The trees stood tall once more, their branches reaching skyward. The fire's embers flickered and died. Juria's snoring filled the air. Claudemund, shivering beneath too many blankets.

"Elandra?" I whispered to the wind. "I do not understand what it is you are trying to show me." Unfortunately, silence prevailed and no answer came. However, I'd learned over many years that silence wasn't always the absence of sound.

Sometimes it was a door not yet opened.

I went to the river to refresh myself. The water was cold enough to nip at my palms as I washed my face. I drank from cupped hands, listening to the gentle rush over the stones and Juria's distant sleep murmurs from the campsite behind me.

"I'll take your stupid wheel off…"

Juria's little murmurs in her sleep are always a laugh. Sometimes they're quite frightening, especially in the dark forest at night. More often than not, they don't make any sense. 

Upon my return, the camp remained unchanged except for the light. I rekindled the fire and set water to heat, adding dried leaves and a calming root that released a faint honey scent when steeped. 

Shortly afterwards Juria awoke with a violent snort and sat up straight, her hand instinctively flying towards her axe. Then she saw Claudemund. Her entire face went blank at the sight of the unfamiliar person in our camp until her memory returned.

"Oh right," she mumbled, her voice rough with sleep. "I forgot about this pathetic shit." 

The pile of blankets moved. "I heard that, idiot."

Juria gazed at the pile of blankets before reaching over and lifting the edge. Claudemund glared up at her from within the cocoon, eyes narrowed behind a wild fall of hair.

"I am fucking cold," she said. "Give that back."

Juria dropped the blanket. "Fuck me. What happened last night? When did she start swearing like that, Luna?"

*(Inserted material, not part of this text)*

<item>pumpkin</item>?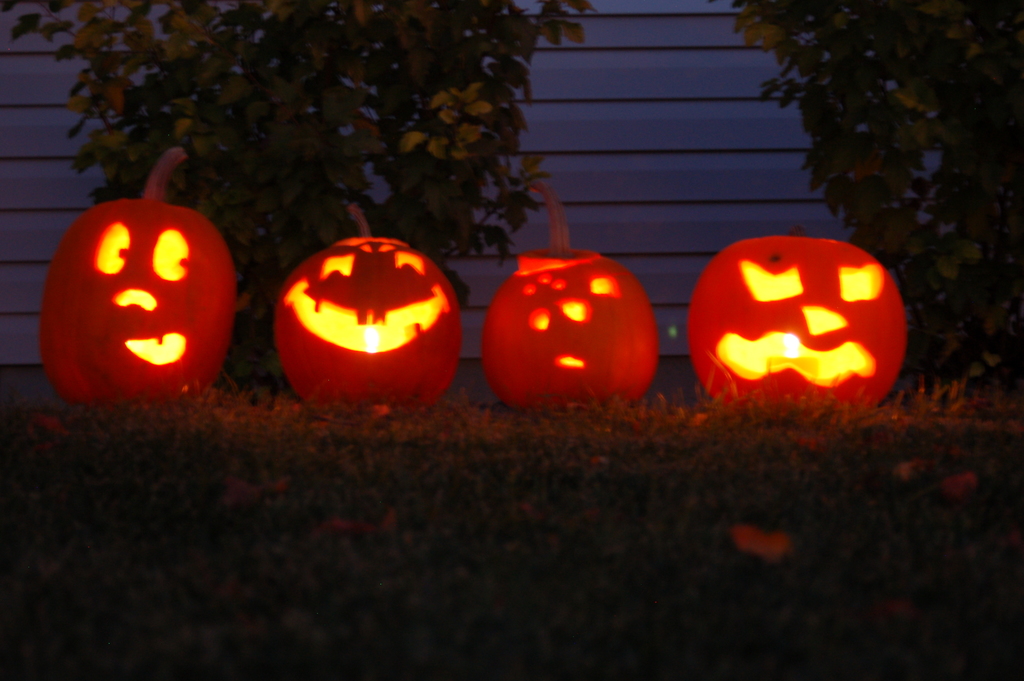
rect(42, 169, 230, 404)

"Perhaps, you influenced her," I giggled. "At least we know she is doing alright."

"Then what do you plan on doing with this thing?"

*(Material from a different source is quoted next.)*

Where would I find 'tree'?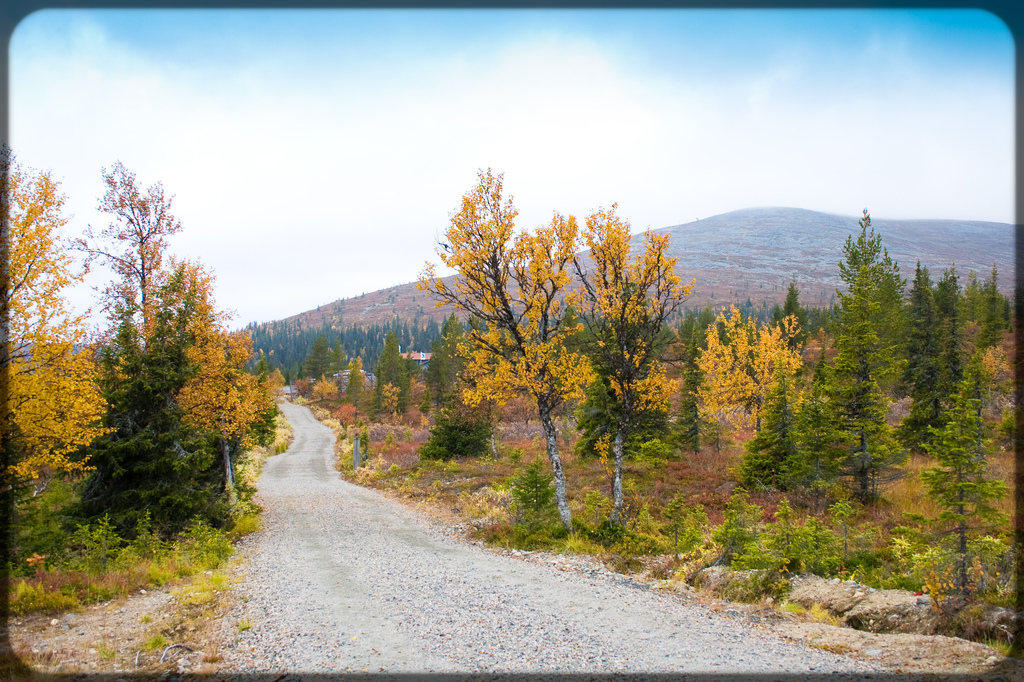
At locate(387, 141, 582, 542).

From beneath the blankets, Claudemund's head popped up. "What in tarnation are you talking about? I am not a thing!"

"That thing," Juria gestured at her without looking. 

"I have a name."

"Claudemund," I said gently, as I passed a cup to Juria before she could respond to Claudemund, "do you have a destination?"

The young woman hesitated, her expression for the first time since joining our camp losing its sharpness. "I…" She slowly sat up, clutching the blankets around her shoulders. "Truth be told, I haven't the faintest idea where I am." Juria frowned, clearly displeased with the response. Claudemund ignored her and continued, "I simply want to find a safe town where I can have proper shelter and not sleep beside a thunderous fart."

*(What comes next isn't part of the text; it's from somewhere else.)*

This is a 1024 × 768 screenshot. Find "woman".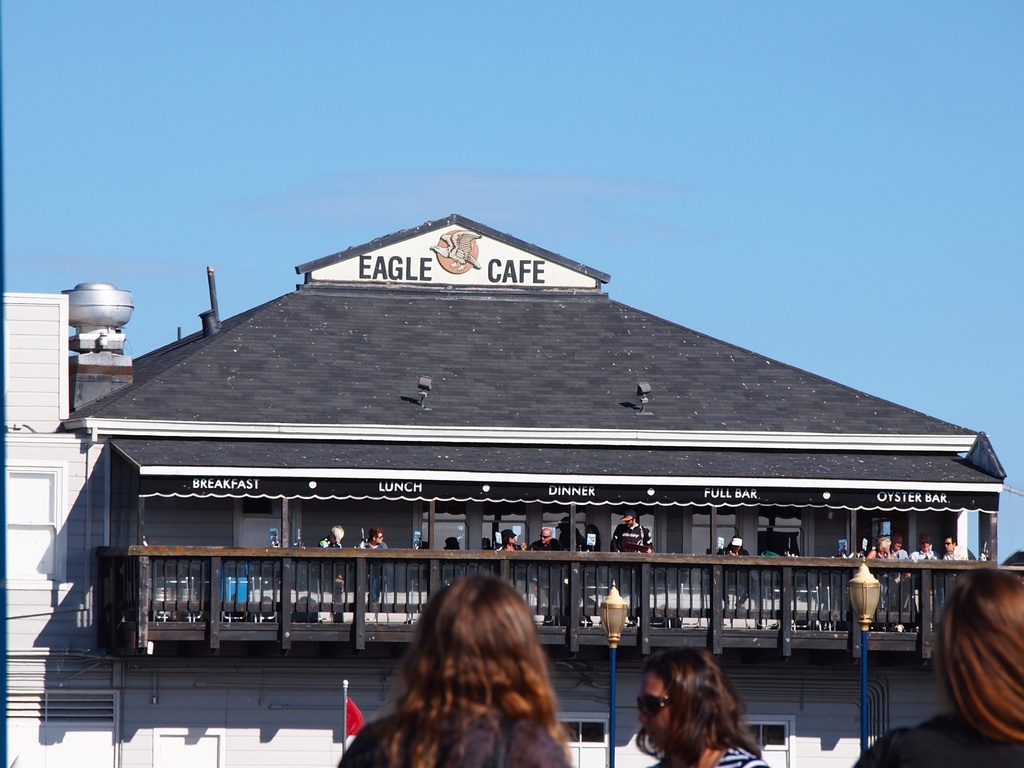
Bounding box: (left=865, top=539, right=896, bottom=563).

"Excuse me?!" Juria exclaimed, lowering her cup.

Ignoring the banter that is about to happen again, I set my own tea aside. 

"Then it's settled," I declared, and both of them looked at me. "Juria, we will help her reach the nearest town."

"No."

"Juria."

"No, Luna. What is this, some kind of quest? Help the mysterious damsel in distress? Escort the bloody fucking suspicious piece of shite to civilisation before she explodes another person's dinner?"

"I could potentially do that again, to be honest," Claudemund jested.

"See? She's impossible," Juria argued.

"She is injured, Juria" I said.

"And she is fucking suspicious."

At that moment, I stood to make a point. "Juria," I said in my calmest voice, "when I found you by the river, I did not ask whether saving you would inconvenience me."

"That's different," she muttered.

"No," I said. "It is not. Someone alone, hurt, and lost deserves help. Even when they are difficult. Especially then, sometimes."

Juria looked away first followed by Claudemund looking down at her tea. I let her have the dignity of pretending she was not moved.

"Fine," she growled at last. "We take her to the nearest bloody town. Then she and that fucking thing can become someone else's problem."

Claudemund opened her mouth but I raised a finger and she quickly closed it again.

"Thank you," I said as Juria grumbled something into her cup.

After a moment, Claudemund murmured, "Thanks."

"Don't make it weird," Juria squinted at her.

"I would not dream of challenging your delicate emotional constitution," Claudemund frowned then sniffed.

"Oh, I'm going to throw her."

"No," I said.

Juria sighed and Claudemund smiled faintly into her tea.